Get Low

Get Low is a quiet character study populated with ludicrous personalities who may have seemed more at home in a backwoods comedy. All the farcical elements are here. There’s a violent, reclusive loner with an epic beard, the loner’s former lover, a funeral director on the verge of bankruptcy, a slow-witted funeral assistant, a no-nonsense Southern preacher and a balled-up wad of greasy, delicious hermit money. The whole plot is rife with absurdist one-ups-man-ship, but in taking the time to appreciate and laugh with (not at) these preposterous eccentrics, director Aaron Schneider sacrifices little in the way of humor and creates a compelling, honest story that’s just as funny and touching as its goofy, wounded characters.

Felix Bush (Robert Duvall) has been living alone in the woods for forty years. As typically happens with these sorts of self-sentenced exiles, the rumors as to exactly why a man would choose unrequited isolation over the company of others have become a local bonding point for the townsfolk and their hooligan children who bravely risk shotgun attack to sneak onto his property. Many suspect cold-blooded murder, or murders, but the truth, way over yonder in the minor key, is never quite as fun as the speculation. Felix agrees. He shows up at the local church with a fist full of cash asking the preacher to put on a funeral for him where he could listen to all the tall, possibly slanderous, tales. The pastor refuses, but the assistant (Lucas Black) to local funeral director Frank Quinn (Bill Murray) overhears the conversation and passes word up to his boss.

Quinn Funeral Home is going under. “What do you do when people won’t die?” Frank wonders. They didn’t have any problem dying in Chicago, but in a small town where people aren’t in a hurry to do anything, these things tend to take time. Time’s not something Frank Quinn’s funeral home has; so, he sets off to Felix’s cabin to convince him he could put on one hell of a funeral party. He can. If there ever existed a man who could convince people to tell stories about a hermit who scares the BeJesus out of them, it is Bill Murray’s slippery, quick-witted Frank Quinn. But who eulogizes a living fable? And who’s there to care?

These answers come from the two people who really know Felix Bush, the only ones who remember him before he became a dangerous curiosity. The first is an aging Illinois pastor (Bill Cobbs) preaching out of a church Felix built with his bare hands. It’s the most beautiful piece of craftsmanship he’s ever seen, but old wounds patched over only by time never really heal. Mattie (Sissy Spacek) is a little more forgiving. Felix tells Quinn they “had a go” back in the day, but their relationship is, or at least was, clearly more than that. He was once “the most interesting man she’d ever met”, but now he’s a hermit throwing his own funeral. You can’t fall in love with the hermit, at least without altering his fundamental characteristic.

Like Tim Burton’s lovely Big Fish, Get Low is a film about stories. More specifically, it’s about one story, the only one the locals haven’t heard and the only one that could drive the most interesting man in the world deep into the woods to escape its haunting shadow. Felix knows it well, he’s punished himself with four decades of solitude to atone. The preacher knows it, he’s abandoned his most devoted parishioner to lock it deep inside. Mattie suspects she may know too, but seeing the best in people sometimes means ignoring the obvious. The truth is never quite as fun as speculation, especially when it’s cloaked in your own past.

All the great films have a certain detachment about them. They don’t manipulate their characters so much as trust them enough to live. Get Low is set in the past, in a town where the people aren’t in a hurry to die. They don’t walk so much as amble, tell stories so much as confess long-winded anecdotes. Felix wants to do things at his own pace. He wants to tell his secret on his time, when he’s ready, if he ever will be. Get Low has the confidence to let him.

“It must have been tough living here by yourself,” Mattie tells Felix. “The first thirty-eight years were the hardest,” he replies. She laughs, and I did too. Not because it was funny, but because I wanted her to laugh. In that moment, her laugh was all that mattered. That’s all that ever matters.

Mack Rawden
Editor In Chief

Mack Rawden is the Editor-In-Chief of CinemaBlend. He first started working at the publication as a writer back in 2007 and has held various jobs at the site in the time since including Managing Editor, Pop Culture Editor and Staff Writer. He now splits his time between working on CinemaBlend’s user experience, helping to plan the site’s editorial direction and writing passionate articles about niche entertainment topics he’s into. He graduated from Indiana University with a degree in English (go Hoosiers!) and has been interviewed and quoted in a variety of publications including Digiday. Enthusiastic about Clue, case-of-the-week mysteries, a great wrestling promo and cookies at Disney World. Less enthusiastic about the pricing structure of cable, loud noises and Tuesdays.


■ Exercise objective
How many of the lines below include "canvas"? Give the number and no other words.

■ Records shown
┄┄┄┄┄┄┄┄┄┄┄┄┄┄┄┄┄┄┄┄

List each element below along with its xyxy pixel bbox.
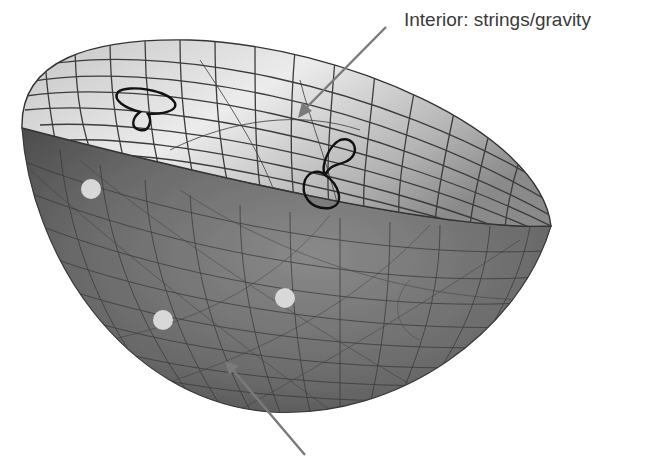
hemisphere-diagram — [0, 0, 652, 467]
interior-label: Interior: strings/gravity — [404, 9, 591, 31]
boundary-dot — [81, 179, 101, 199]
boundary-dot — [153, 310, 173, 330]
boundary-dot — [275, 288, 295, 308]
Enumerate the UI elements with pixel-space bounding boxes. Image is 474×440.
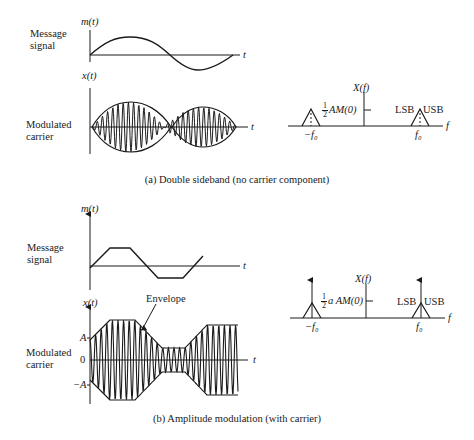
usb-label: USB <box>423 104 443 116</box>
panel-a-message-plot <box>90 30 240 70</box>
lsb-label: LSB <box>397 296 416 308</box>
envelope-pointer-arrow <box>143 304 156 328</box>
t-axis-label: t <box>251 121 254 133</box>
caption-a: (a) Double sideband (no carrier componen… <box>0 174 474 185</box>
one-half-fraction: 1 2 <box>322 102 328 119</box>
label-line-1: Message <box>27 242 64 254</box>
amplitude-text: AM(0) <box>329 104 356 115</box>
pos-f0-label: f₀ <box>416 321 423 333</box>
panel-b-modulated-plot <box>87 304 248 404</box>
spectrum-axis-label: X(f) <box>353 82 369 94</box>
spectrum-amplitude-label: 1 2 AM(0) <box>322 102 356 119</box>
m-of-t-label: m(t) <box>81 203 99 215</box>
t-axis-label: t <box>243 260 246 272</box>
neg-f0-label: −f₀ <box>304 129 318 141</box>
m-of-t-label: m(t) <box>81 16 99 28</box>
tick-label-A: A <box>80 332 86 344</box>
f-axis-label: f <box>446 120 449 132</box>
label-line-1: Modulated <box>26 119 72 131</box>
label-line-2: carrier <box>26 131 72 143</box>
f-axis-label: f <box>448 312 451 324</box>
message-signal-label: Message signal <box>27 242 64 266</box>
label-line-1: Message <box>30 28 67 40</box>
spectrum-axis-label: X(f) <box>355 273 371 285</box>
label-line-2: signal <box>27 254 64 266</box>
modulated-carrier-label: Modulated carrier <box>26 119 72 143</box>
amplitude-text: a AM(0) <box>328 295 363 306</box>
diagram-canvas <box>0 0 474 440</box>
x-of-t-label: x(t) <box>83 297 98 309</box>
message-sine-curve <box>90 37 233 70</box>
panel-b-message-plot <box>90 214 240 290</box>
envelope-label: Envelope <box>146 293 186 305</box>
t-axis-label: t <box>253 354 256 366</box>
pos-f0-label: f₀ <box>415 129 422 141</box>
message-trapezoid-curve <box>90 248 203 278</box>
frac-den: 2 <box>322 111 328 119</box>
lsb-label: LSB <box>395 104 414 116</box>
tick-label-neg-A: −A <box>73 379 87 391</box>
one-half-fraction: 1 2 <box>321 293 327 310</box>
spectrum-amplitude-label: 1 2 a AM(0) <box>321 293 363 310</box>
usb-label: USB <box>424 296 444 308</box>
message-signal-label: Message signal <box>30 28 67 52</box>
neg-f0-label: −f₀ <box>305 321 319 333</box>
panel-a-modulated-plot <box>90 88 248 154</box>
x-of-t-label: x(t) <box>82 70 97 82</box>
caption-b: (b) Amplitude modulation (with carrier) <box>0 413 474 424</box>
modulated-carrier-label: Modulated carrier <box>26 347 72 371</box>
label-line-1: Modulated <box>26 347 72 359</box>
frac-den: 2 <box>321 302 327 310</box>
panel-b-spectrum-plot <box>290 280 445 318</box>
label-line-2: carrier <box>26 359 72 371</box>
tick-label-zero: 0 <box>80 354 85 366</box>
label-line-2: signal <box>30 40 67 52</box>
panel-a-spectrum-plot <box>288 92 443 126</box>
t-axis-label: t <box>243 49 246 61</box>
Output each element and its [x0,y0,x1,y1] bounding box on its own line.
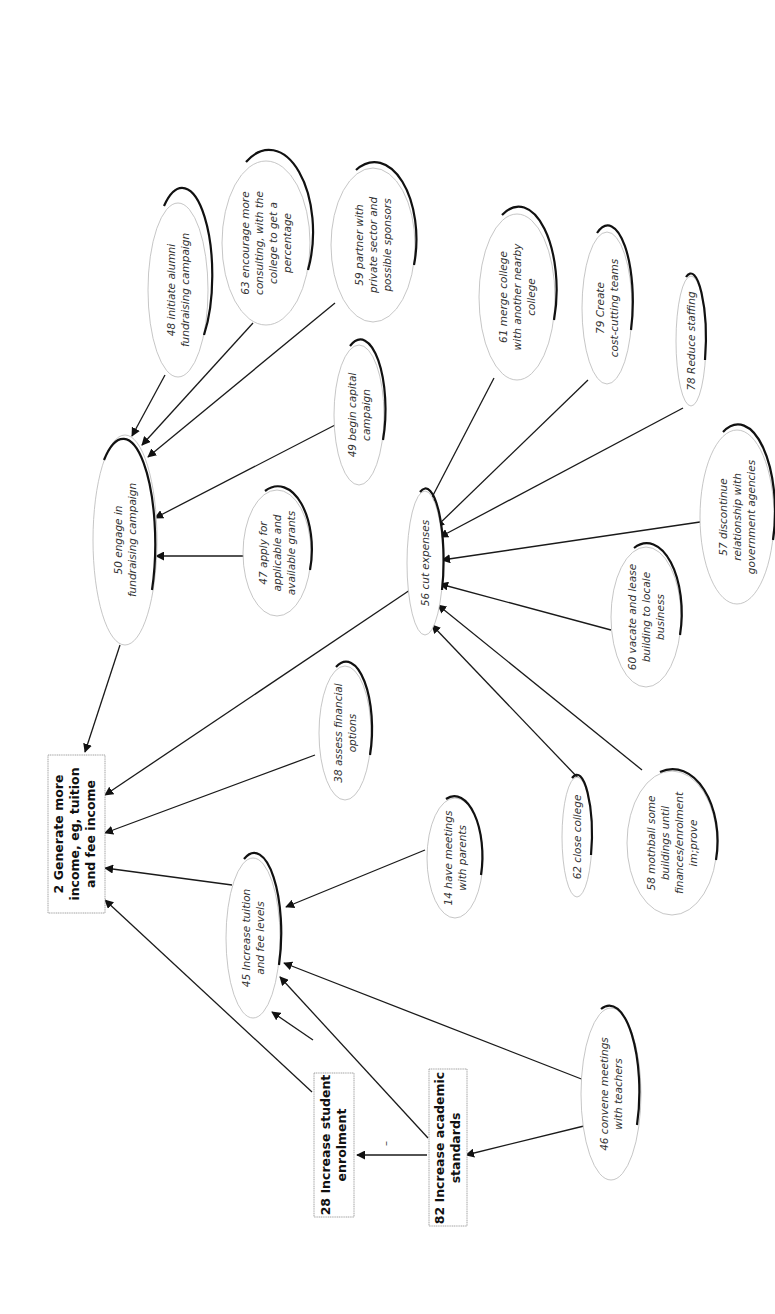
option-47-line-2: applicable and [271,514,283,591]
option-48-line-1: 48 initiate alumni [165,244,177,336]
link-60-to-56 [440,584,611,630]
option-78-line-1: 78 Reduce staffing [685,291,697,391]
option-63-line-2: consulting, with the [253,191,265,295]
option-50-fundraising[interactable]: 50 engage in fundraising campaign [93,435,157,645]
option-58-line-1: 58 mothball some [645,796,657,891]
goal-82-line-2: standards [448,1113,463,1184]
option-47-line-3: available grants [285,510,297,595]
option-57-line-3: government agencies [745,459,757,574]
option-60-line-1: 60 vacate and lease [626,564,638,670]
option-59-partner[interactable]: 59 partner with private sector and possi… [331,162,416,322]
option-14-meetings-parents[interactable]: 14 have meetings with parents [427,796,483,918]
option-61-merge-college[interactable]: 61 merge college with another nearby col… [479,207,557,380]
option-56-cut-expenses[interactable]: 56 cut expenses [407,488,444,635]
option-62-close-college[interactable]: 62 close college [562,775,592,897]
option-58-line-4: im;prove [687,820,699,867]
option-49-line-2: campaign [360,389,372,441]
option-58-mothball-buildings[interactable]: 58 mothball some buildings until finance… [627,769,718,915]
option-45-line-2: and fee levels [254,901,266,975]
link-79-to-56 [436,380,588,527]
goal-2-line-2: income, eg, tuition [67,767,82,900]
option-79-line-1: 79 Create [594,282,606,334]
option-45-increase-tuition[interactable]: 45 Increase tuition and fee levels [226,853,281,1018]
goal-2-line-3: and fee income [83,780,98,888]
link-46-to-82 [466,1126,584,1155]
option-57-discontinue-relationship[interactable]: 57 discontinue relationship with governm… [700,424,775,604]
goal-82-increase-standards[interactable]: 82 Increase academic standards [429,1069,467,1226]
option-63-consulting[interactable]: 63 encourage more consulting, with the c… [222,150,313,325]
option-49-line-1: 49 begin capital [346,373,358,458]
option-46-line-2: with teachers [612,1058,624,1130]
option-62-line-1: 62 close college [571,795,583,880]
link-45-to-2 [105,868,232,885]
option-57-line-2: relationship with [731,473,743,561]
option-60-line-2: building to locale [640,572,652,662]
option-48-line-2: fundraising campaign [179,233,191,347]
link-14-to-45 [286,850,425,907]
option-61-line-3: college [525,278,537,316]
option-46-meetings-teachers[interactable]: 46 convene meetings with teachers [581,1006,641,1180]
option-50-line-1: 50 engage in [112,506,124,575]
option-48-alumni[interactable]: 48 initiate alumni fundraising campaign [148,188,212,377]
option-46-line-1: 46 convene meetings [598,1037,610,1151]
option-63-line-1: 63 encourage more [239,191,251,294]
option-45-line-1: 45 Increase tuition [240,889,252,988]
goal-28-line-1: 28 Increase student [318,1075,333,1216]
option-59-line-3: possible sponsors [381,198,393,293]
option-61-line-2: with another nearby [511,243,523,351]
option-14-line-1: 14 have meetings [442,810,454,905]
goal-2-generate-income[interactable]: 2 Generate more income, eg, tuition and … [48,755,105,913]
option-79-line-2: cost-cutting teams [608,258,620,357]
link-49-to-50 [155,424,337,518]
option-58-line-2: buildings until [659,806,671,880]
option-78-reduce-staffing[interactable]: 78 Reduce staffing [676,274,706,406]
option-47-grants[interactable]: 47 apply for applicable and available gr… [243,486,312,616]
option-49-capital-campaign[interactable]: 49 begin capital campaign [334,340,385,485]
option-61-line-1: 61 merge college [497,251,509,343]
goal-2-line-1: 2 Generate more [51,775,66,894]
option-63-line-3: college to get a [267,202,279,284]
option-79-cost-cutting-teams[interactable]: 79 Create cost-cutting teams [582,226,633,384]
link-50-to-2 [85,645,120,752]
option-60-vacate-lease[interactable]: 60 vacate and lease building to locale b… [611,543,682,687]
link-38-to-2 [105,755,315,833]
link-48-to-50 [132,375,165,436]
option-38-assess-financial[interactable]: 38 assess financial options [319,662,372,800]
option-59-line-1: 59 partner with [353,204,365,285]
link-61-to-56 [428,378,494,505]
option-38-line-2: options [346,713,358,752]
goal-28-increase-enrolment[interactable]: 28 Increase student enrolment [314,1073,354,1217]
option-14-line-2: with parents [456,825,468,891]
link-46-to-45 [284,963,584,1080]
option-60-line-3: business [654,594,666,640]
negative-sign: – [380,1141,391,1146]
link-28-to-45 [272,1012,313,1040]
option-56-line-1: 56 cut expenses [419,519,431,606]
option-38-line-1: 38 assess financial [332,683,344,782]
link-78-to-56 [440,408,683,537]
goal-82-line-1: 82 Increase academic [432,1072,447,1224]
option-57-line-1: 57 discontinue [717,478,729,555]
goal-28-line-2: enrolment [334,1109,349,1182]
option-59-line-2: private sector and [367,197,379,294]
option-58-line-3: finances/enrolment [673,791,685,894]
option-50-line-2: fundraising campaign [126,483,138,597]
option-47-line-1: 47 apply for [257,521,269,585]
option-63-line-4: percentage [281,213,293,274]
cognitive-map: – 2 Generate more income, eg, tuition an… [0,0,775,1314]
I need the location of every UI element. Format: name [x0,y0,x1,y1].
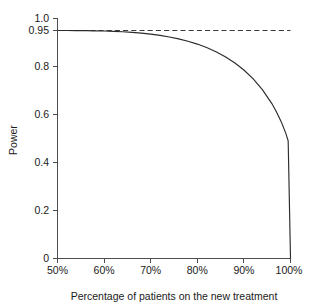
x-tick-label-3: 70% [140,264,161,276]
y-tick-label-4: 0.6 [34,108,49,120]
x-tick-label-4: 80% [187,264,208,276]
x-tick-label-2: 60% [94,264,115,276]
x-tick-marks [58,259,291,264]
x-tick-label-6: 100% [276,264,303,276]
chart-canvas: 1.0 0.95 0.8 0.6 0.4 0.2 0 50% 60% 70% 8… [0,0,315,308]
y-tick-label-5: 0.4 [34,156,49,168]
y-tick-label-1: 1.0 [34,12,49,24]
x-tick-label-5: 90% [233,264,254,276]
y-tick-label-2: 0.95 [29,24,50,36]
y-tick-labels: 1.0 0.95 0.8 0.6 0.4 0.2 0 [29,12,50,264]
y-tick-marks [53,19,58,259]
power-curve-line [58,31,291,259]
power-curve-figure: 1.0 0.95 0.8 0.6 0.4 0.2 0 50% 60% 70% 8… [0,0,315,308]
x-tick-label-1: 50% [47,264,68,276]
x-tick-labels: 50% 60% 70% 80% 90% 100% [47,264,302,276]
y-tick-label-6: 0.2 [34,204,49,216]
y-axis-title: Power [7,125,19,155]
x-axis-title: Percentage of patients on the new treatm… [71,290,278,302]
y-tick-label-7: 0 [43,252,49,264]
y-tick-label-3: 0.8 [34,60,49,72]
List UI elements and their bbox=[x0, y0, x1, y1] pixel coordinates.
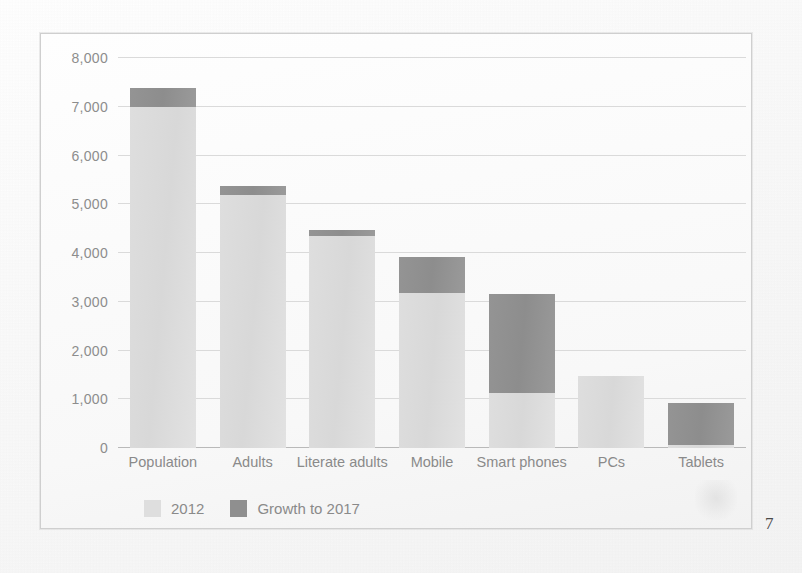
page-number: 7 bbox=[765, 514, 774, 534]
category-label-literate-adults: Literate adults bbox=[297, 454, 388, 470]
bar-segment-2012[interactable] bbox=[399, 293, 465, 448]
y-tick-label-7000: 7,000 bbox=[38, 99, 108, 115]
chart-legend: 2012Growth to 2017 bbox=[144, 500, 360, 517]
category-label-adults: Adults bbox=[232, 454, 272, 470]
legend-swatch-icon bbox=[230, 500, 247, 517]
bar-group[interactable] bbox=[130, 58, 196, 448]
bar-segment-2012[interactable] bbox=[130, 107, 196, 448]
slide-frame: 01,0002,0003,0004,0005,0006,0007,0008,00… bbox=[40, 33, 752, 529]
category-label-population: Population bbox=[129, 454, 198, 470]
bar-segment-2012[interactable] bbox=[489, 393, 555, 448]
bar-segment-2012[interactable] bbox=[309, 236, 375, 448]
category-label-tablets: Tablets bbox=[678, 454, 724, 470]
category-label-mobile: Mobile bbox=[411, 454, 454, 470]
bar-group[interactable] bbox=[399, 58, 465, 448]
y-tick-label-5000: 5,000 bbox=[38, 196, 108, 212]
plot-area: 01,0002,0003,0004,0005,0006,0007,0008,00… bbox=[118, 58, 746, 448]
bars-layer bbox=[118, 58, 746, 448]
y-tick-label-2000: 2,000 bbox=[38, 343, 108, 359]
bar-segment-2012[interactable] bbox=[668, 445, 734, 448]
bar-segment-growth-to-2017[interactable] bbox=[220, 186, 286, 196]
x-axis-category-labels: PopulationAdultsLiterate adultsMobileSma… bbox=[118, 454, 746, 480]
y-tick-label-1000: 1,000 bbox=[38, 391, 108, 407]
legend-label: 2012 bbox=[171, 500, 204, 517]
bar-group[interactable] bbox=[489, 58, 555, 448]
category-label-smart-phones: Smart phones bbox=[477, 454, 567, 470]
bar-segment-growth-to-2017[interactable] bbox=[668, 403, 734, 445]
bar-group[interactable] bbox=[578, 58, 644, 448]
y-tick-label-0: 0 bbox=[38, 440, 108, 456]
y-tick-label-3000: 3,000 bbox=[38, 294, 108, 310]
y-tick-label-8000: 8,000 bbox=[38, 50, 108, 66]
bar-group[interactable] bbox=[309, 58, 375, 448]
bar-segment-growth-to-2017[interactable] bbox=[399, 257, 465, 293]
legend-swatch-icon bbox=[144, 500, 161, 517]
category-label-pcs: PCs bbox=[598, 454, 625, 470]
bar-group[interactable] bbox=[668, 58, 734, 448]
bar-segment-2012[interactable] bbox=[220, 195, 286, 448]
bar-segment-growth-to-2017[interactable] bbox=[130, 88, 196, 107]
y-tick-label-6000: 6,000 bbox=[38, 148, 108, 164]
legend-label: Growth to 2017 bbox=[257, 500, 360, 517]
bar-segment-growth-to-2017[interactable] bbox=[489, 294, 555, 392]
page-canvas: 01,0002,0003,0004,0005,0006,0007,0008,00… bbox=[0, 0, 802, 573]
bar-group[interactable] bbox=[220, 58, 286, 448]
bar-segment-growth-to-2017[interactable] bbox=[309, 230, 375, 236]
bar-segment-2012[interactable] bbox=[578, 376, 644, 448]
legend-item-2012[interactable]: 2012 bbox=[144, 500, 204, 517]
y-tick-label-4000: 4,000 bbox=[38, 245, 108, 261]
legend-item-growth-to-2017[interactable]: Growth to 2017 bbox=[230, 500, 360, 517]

┄┄┄┄┄┄┄┄┄┄┄┄┄┄┄┄┄┄┄┄

■ Exercise result
3